Court reinstates guilty verdict against Anna Nicole Smith’s psychiatrist

April 9, 2013

A Los Angeles Superior Court jury had sufficient evidence before it to find the lawyer who managed Anna Nicole Smith’s career and much of the last 12 years of her life guilty of conspiring to obtain prescription drugs for her illegally, the Court of Appeal for this district ruled yesterday.

Adhering to the conclusion it reached last October, Div. Five said Los Angeles Superior Court Judge Robert Perry erred in finding the evidence against Howard K. Stern insufficient as a matter of law.

Double jeopardy principles bar Stern from being retried, however, so the court will have to reinstate his conviction and sentence him, or dismiss the case on some other basis, such as in the interests of justice under Penal Code Sec. 1385, Presiding Justice Paul A. Turner wrote.

Verdicts Reinstated

The court also reinstated guilty verdicts against Dr. Khristine Eroshevich, the Beverly Hills psychiatrist who admitted prescribing drugs for Smith—a  reality TV star and former Playboy model whose real name was Vicky Lynn Marshall—under phony names, but denied any intent to commit fraud. Turner said the trial judge erroneously set aside the conviction under Sec. 1385, but did not find the evidence insufficient as a matter of law, so the doctor could face another trial.

The appellate panel issued its original decision on Oct. 18, but granted rehearing sua sponte a month later to await the Supreme Court ruling in Evans v. Michigan.

On Feb. 20, the justices ruled in Evans that a defendant whose motion for a directed verdict was granted at the close of the prosecution’s case could not be retried, after the Michigan Supreme Court said the trial judge erred by acquitting based on lack of proof of an element that the relevant statute did not require.

But Turner said yesterday that Evans did not require a change in the prior decision. He noted, however, that Stern’s motion for new trial raised issues apart from sufficiency of the evidence that the trial judge must still rule on.

“But under no circumstances may a retrial occur,” Turner said.

Justice Orville Armstrong concurred in Turner’s opinion, as he had last year. But Justice Richard Mosk dissented in part, arguing that an order granting new trial—based, for example, on the trial judge acting as a “13th juror”—would be a permissible outcome.

Three Defendants

Stern, Eroshevich, and Dr. Sandeep Kapoor were tried on an 11-count information involving prescriptions given to Smith in the months before she died in Florida on Feb. 8, 2007, of an accidental drug overdose.
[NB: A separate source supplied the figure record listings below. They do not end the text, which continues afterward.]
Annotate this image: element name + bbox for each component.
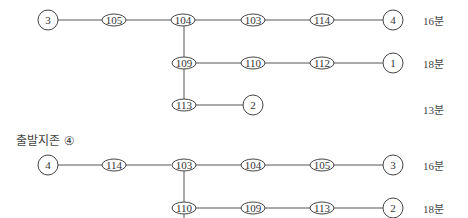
svg-text:4: 4 [390,14,396,26]
svg-text:2: 2 [390,202,396,214]
time-label-a-row2: 18분 [423,55,444,71]
time-label-a-row3: 13분 [423,101,444,117]
svg-text:4: 4 [45,159,51,171]
zone-route-diagram: 3 105 104 103 114 4 109 110 112 1 113 2 … [0,0,468,218]
time-label-b-row2: 18분 [423,200,444,216]
node-a-4: 4 [383,10,403,30]
node-a-2: 2 [243,95,263,115]
node-b-105: 105 [310,159,334,171]
time-label-a-row1: 16분 [423,12,444,28]
node-b-113: 113 [310,202,334,214]
svg-text:1: 1 [390,57,396,69]
svg-text:113: 113 [314,202,331,214]
svg-text:114: 114 [106,159,123,171]
node-a-109: 109 [172,57,196,69]
svg-text:103: 103 [245,14,262,26]
svg-text:103: 103 [176,159,193,171]
node-a-104: 104 [171,14,195,26]
svg-text:112: 112 [314,57,330,69]
svg-text:113: 113 [176,99,193,111]
node-a-103: 103 [241,14,265,26]
svg-text:104: 104 [245,159,262,171]
node-b-110: 110 [172,202,196,214]
node-b-2: 2 [383,198,403,218]
svg-text:109: 109 [176,57,193,69]
svg-text:3: 3 [45,14,51,26]
svg-text:110: 110 [176,202,193,214]
node-b-103: 103 [172,159,196,171]
node-a-114: 114 [310,14,334,26]
node-a-110: 110 [241,57,265,69]
time-label-b-row1: 16분 [423,157,444,173]
node-a-1: 1 [383,53,403,73]
svg-text:114: 114 [314,14,331,26]
node-a-113: 113 [172,99,196,111]
node-b-114: 114 [102,159,126,171]
svg-text:105: 105 [106,14,123,26]
node-a-105: 105 [102,14,126,26]
origin-zone-heading: 출발지존 ④ [16,131,75,148]
node-a-112: 112 [310,57,334,69]
svg-text:110: 110 [245,57,262,69]
node-b-104: 104 [241,159,265,171]
svg-text:3: 3 [390,159,396,171]
svg-text:109: 109 [245,202,262,214]
node-b-109: 109 [241,202,265,214]
node-b-3: 3 [383,155,403,175]
svg-text:2: 2 [250,99,256,111]
svg-text:104: 104 [175,14,192,26]
diagram-b-edges [58,165,383,218]
svg-text:105: 105 [314,159,331,171]
node-b-4: 4 [38,155,58,175]
node-a-3: 3 [38,10,58,30]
The defendants were not charged with causing her death.

The jury returned verdicts in October 2010, acquitting Kapoor on all charges, while finding Eroshevich guilty of obtaining controlled substances by fraud or misrepresentation, and giving false information to obtain controlled substances and finding both Eroshevich and Stern guilty on two counts of conspiring to commit those offenses.

At a sentencing hearing, however, Perry threw out both of Stern’s convictions and all but one of Eroshevich’s, and reduced that one charge—obtaining drugs by fraud or misrepresentation—to a misdemeanor. The doctor was sentenced to a year of probation.

In September 2011, prosecutors filed an unusual appeal saying Perry was biased and abused his discretion when he dismissed the counts on which Stern and Eroshevich were convicted.

Prosecutors argued in their appeal that Perry was biased against them and had created a celebrity exception to the law. They noted that Perry accused a prosecutor of ethical violations during the case and said that the case had been overcharged.

Common Practice Claimed

The defendants did not dispute that drugs prescribed in Stern’s name, or in the names of others who had no connection to the case other than having their identities misused, were for Smith’s use. But they claimed that they were simply engaging in a common local practice of using false identities to protect the privacy of celebrities.

But Turner said the prosecution met its burden of proving that Stern and Eroshevich conspired for a criminal purpose.

Stern, he said, was aware that multiple prescriptions were being written in multiple names—by Eroshevich and other doctors—and being filled at multiple pharmacies, and that Smith’s treating doctors were unaware of this. Both defendants, Turner noted, “knowingly side-stepped” Kapoor’s efforts to detoxify Smith after she became pregnant.

“His knowledge and involvement was such the jury could reasonably conclude Mr. Stern, a lawyer, knowingly participated in the ongoing illegal practice of securing illegal prescriptions,” the presiding justice wrote.

As for Eroshevich—who was placed on probation by the Medical Board of California and had her license suspended for 90 days as a result of the case—Turner explained that the dismissal of the charges against her was based on the erroneous conclusion that she could not have conspired with Stern because there was insufficient evidence that Stern was guilty of conspiracy. On remand, the judge can still consider her motion for a new trial or dismiss on other grounds, Turner said.